Can you tell us what the physical ingredients of this instillation are? Gaffer tape? Any sticky-back plastic?
Ordinary gaffer tape from the hardware store next door and some black cardboard for the reinforced parts.
This is the Science issue of our magazine, which works well
because there seems to be a lot of references to scientific imagery
(graphs/grids/static) in this work. How can art draw inspiration from
science?
The first science text I have ever been excited about was Perception of Texture
by Bela Julesz. He beautifully describes the limitations of our
perceptive apparatus - how cognitive processes support low level
perception and how the recognition of the continuity of complex
patterns is limited by the gradual overload of the perceptive apparatus.

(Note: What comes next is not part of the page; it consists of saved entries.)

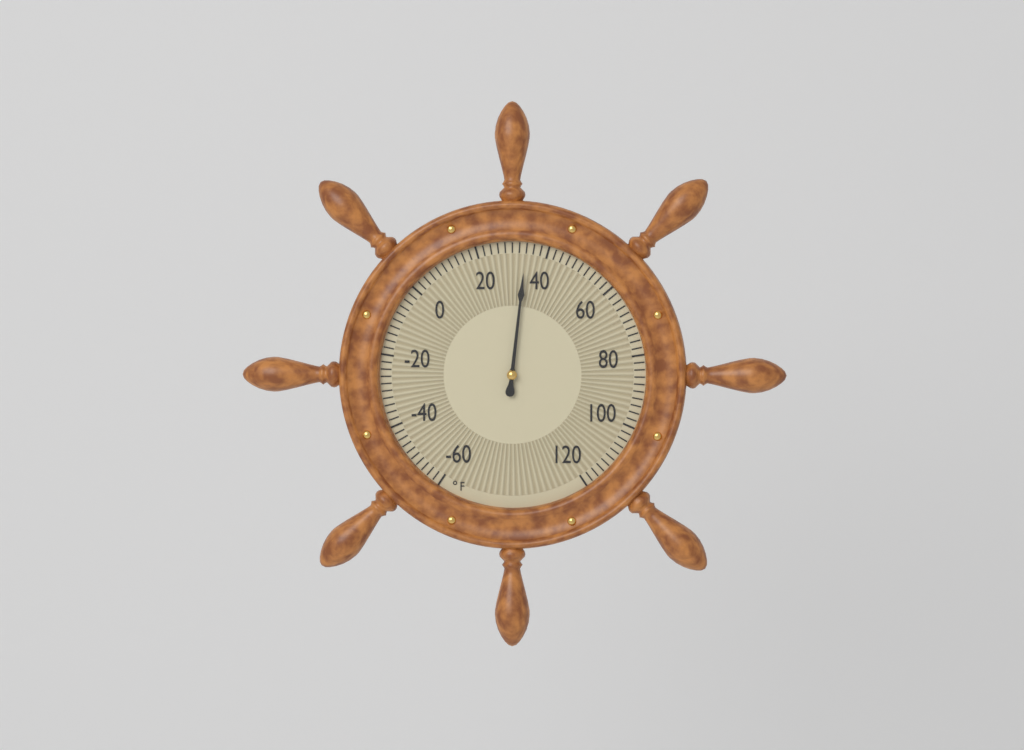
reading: 34 °F
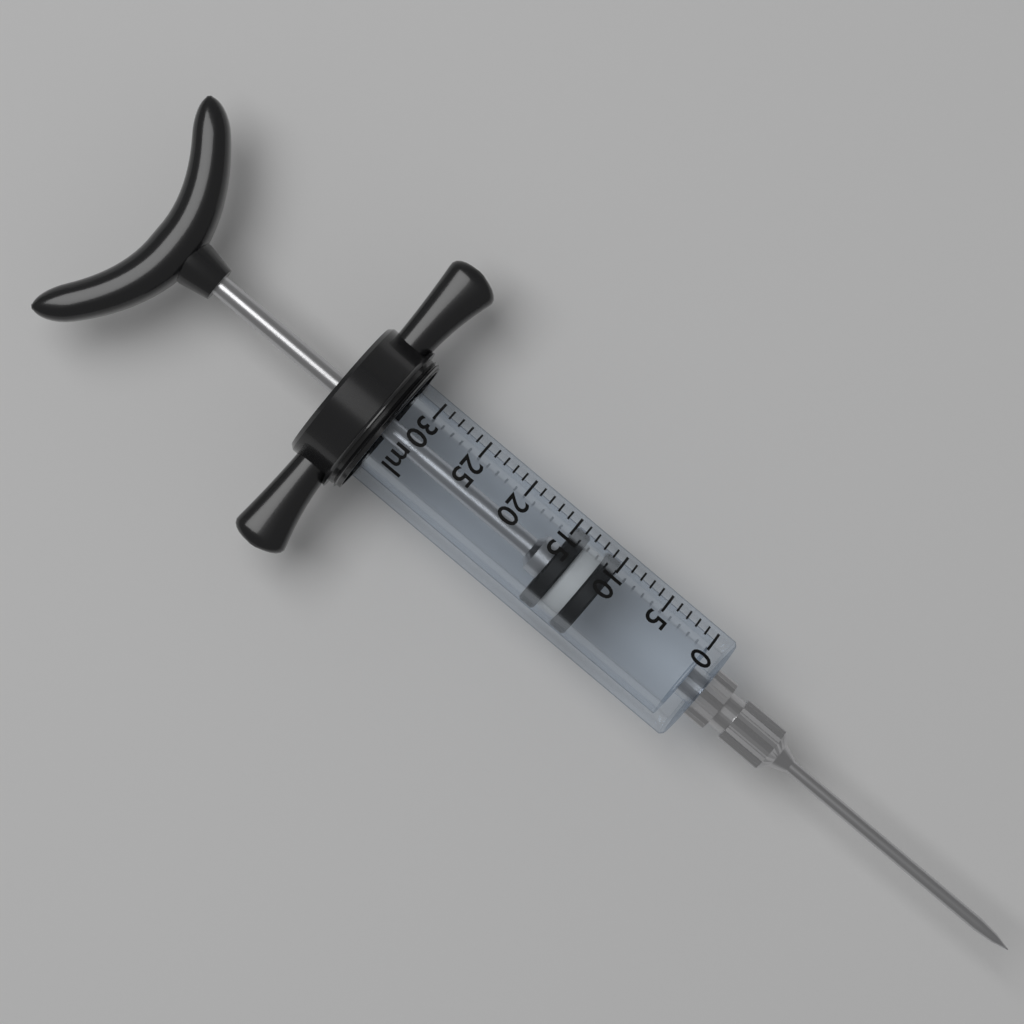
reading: 10 ml
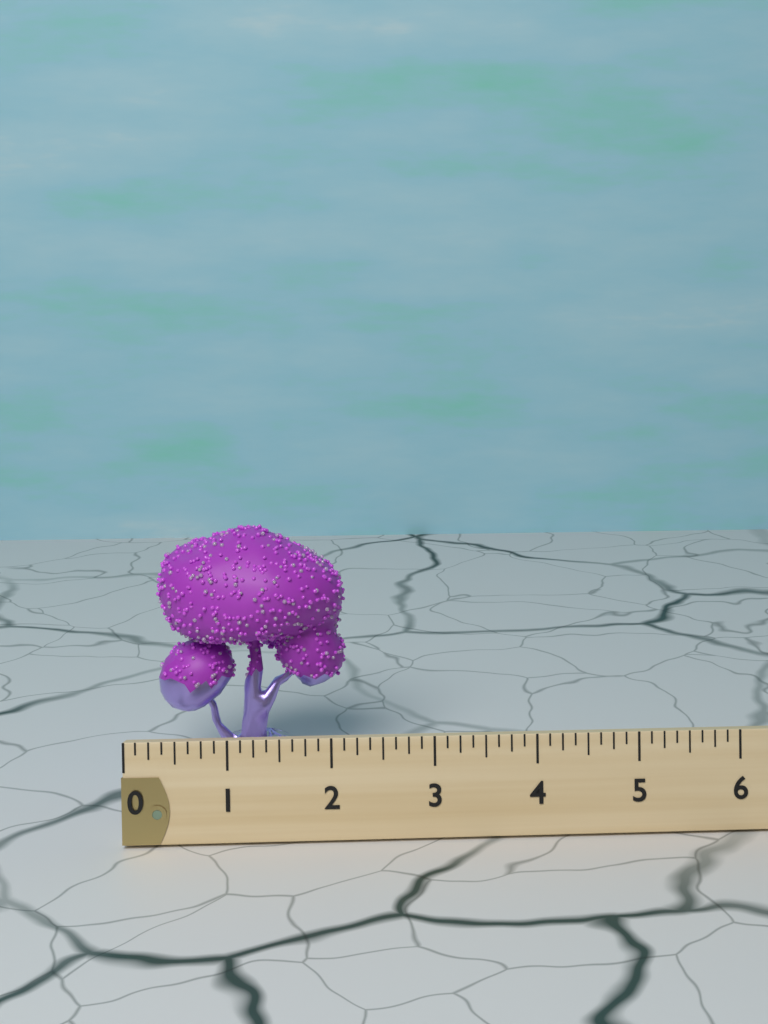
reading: 2.000 (no unit)
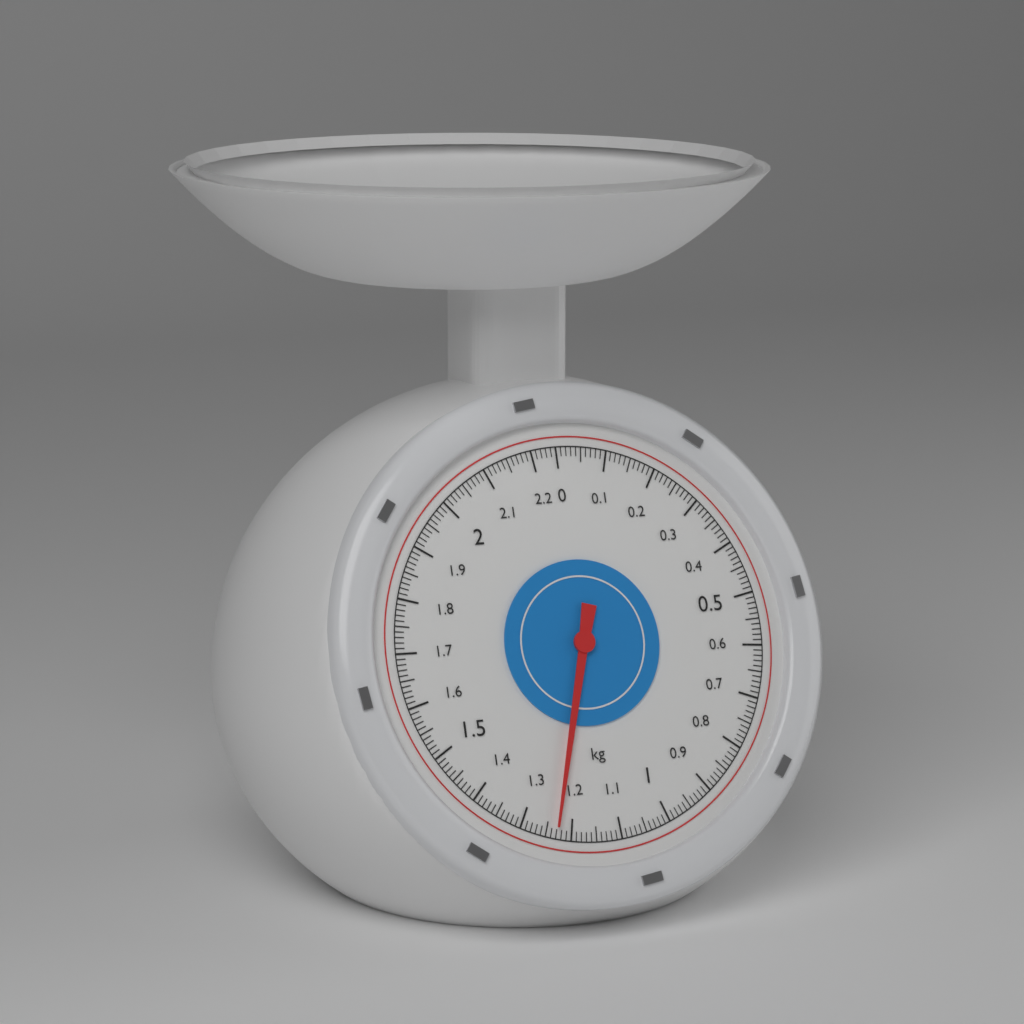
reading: 1.23 kg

I owe a lot to science. I really enjoy following the research of human perception and cognition, and I am fascinated by the aesthetic elegance of some scientific research, as well as the importance that images play for some science, as evidence for a theory.
And after reading
some scientific theory I usually end up with something precious - with
a better knowledge of the limitations of our human understanding."
source2
"There are many things to say about the notion of a 'simple grid'. In
the case of painting it concerns the equal distribution of parts, and
in this respect is an expansive structure. The grid allows a
non-hierarchical image-organization and plays an important role not just
in architecture, city-planning, construction etc., but also as a tool
for the distinction in a simple figure/ground scheme which leads to the
discussion of relational questions: How minimal can the difference of
brightness be to still reassemble some parts? Where is the point which
connects the structure of the grid and where does it fall apart? The
fascinating fact for me is the continuous redefinition of things through
the perception process, always linked to a larger field of meaning. A
certain feature or a paradox that appears in painting is the
contradicting fact that grids and other arrangements of exact
geometrical forms can lead to 'vague' visual experiences. This can be
caused through minimal changes within a regular structure. The
reduction of visual constructs and their constituent elements helps to
demonstrate specific interactions or relations inherent within those
constructs."
source3
'What I don't know about space', Museum 52, London, 2008.
'What I don't know about space', Museum 52, London, 2008.
'What I don't know about space', Museum 52, London, 2008.
'Abstract thought is a warm puppy', CCNOA, Brussels, 2008.
'Geometrisch Betrachtet', Museum Moderner Kunst Stiftung Ludwig, Wien, 2008.
'O.T.', Galerie im Taxispalais, Innsbruck, 2006.
'O.T.', Galerie im Taxispalais, Innsbruck, 2006.